Each Friday, Points North gives a senior media figure a platform to air their views on a topical or relevant issue.
This week it’s Louis Georgiou, co-founder of Code Computerlove. He recalls a “near disaster” that cost his agency a year’s profit – and how it forced it to rethink the way it operated.
This week I gave a talk on growing an agency, which I entitled Agency War Stories. The event fell in the same month that Code Computerlove turned 16, so it was a great opportunity to look back at some of our key learnings as a fast growing digital agency in this now highly competitive industry.
We started this business simply ‘to do brilliant work’ and, while we have gained many plaudits and successes during the past 16 years, we’ve also had our fair share of near-disasters.
There have been some harsh lessons learnt, growing up from a young ‘hot shop’ to soon becoming one of the biggest agencies in the North, with a second office in London, and a current ambition to grow internationally in 2016.
The worst ‘war story’ that sticks in my mind (and throat) was losing a six-figure sum by over-running on a large project.
While over-running on projects is not uncommon across agencies, the sheer size and scale of this project meant that small issues that could normally be overcome were magnified. It pretty much wiped out the agency’s profit that year – a hard lesson to learn when on reflection the problems we had were self-made. Let’s just say we were unintentionally a certain charity’s biggest donator that year!
The problem was that at the time we were part-operating in silos in an Agile methodology. This was great on smaller projects. It was also a relatively new way of working within the agency, something we’d implemented just 12 months earlier. But for this project, our largest platform build at the time, it soon highlighted a need for an operations overhaul to deliver against our vision of being a serious large-scale experience platforming agency.
The way we worked created an unintended division between the client, UX and design teams and the development teams. As we started to capture client needs and ‘imagine’ great solutions, we were doing so without involving the teams who would actually be delivering the build within the budget. So when it came to the implementation stage, the reality of the cost to deliver the project was unattainable. But we had committed to the work and so we delivered what we’d promised.
But learning by mistakes is par for the course and subsequently we’ve put achieving performance through collaboration at the heart of what we do. As an agency we’ve shaped our services around a Make Better philosophy. We believe you have to be prepared to try new methods of working, as change is the only constant within today’s society.
So during the past few months we have overhauled the way we work and this transition is looking good. So really, sometimes learning the hard way is the only way to get to where you need to be. But my advice to other growing agencies is to focus on your estimating process when heading into unchartered territory or bigger projects, and implement a collaborative way of working to get full commitment and validation from the project team.
Our six-figure loss through over-running also highlighted something else for us; the importance of great client relationships and how vital retained long-term contracts are in engendering success. Over delivering, partnering with clients on their digital journey, is often what clients look for. This insight is certainly fuelling our current growth and is central to our five-year plan.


● WHAT TO PRODUCE
Collect all lines containing the word "name" from the data.

-- TASK INPUTS follows --

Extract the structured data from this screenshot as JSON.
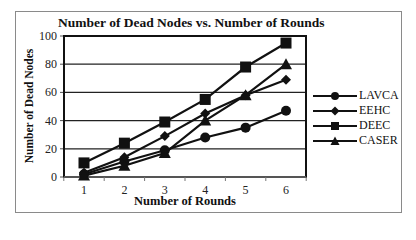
{
  "chart_data": {
    "type": "line",
    "title": "Number of  Dead Nodes vs. Number of Rounds",
    "xlabel": "Number of Rounds",
    "ylabel": "Number of Dead Nodes",
    "x": [
      1,
      2,
      3,
      4,
      5,
      6
    ],
    "ylim": [
      0,
      100
    ],
    "yticks": [
      0,
      20,
      40,
      60,
      80,
      100
    ],
    "grid": "horizontal",
    "legend_position": "right",
    "series": [
      {
        "name": "LAVCA",
        "marker": "circle",
        "values": [
          2,
          11,
          19,
          28,
          35,
          47
        ]
      },
      {
        "name": "EEHC",
        "marker": "diamond",
        "values": [
          3,
          14,
          29,
          45,
          58,
          69
        ]
      },
      {
        "name": "DEEC",
        "marker": "square",
        "values": [
          10,
          24,
          39,
          55,
          78,
          95
        ]
      },
      {
        "name": "CASER",
        "marker": "triangle",
        "values": [
          1,
          8,
          17,
          40,
          58,
          80
        ]
      }
    ]
  },
  "labels": {
    "title": "Number of  Dead Nodes vs. Number of Rounds",
    "xlabel": "Number of Rounds",
    "ylabel": "Number of Dead Nodes",
    "legend": [
      "LAVCA",
      "EEHC",
      "DEEC",
      "CASER"
    ]
  },
  "colors": {
    "line": "#111111",
    "grid": "#222222",
    "frame": "#8a8a8a"
  }
}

-- TASK INPUTS concluded --

● ANSWER SECTION
        "name": "LAVCA",
        "name": "EEHC",
        "name": "DEEC",
        "name": "CASER",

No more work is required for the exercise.